The first product of this research recently appeared in magazines: camera-wielding, snorkel-wearing Teutons in recreational-vehicle convoys, descending upon their hosts from above. The welcome sign is written in vacation-colony-German, as can actually be found in some “Southern German Zones.” For instance: “Reel Geman koffie” or “Fig-knuckles with sauerkraut.” Then comes the government’s suggestion to German vacationers: seek out contact with local residents instead of huddling together in beachfront high-rises and resorts. The London Times has already responded in a friendly fashion. After this initial, tone-setting ad, come the next four, which deal with common prejudices held by our neighbors; each appears under the heading: “European vacation in 1978: Germany is worth talking about.”

The first prejudice that is caricatured and challenged: “Germans really only enjoy one thing: working.”

You see industrious construction workers building a giant D, that is, a blueprint for Deutschland (an ironic allusion to the campaign slogans of the chancellor’s party). First, each ad acknowledges the truth in each prejudice: in the past few decades, people in Germany have indeed worked long and hard, because Germans have had to rebuild a livable country from rubble and ruins.

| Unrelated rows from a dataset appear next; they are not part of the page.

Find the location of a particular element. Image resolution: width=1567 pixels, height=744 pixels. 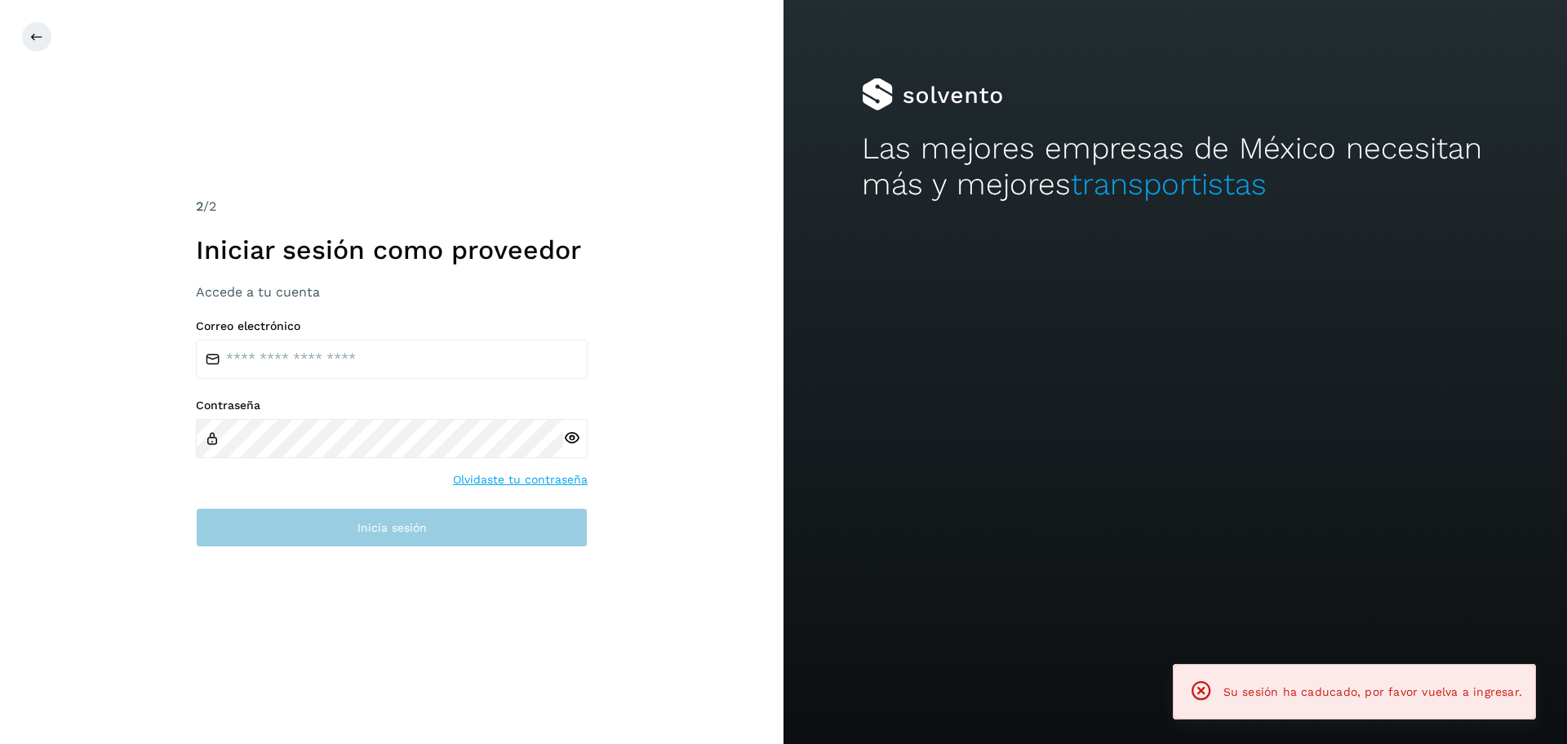

h3: Accede a tu cuenta is located at coordinates (392, 291).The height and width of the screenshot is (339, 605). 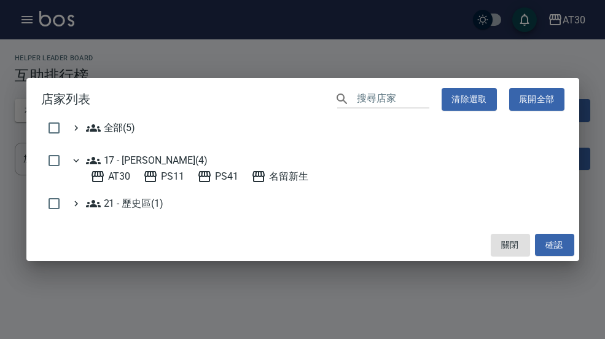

Then statistics challenging German “workaholism” are introduced: 92 percent of the labor force works a 40-hour, five-day week; 88 percent of the labor force has four weeks of annual vacation; 750,000 citizens are in voluntary early retirement thanks to the flexible retirement age. As for the catchphrase “dog-eat-dog society,” the government wants our ambassadors in swimming trunks to know that the German federal government spends one-third of its 200 billion DM annual budget on social services, and that there are effective laws against unbridled competition. For example, there is the antitrust law, the right of codetermination, the Works Constitution Act, the tenant law (not all of these laws are popular with the CDU/CSU opposition).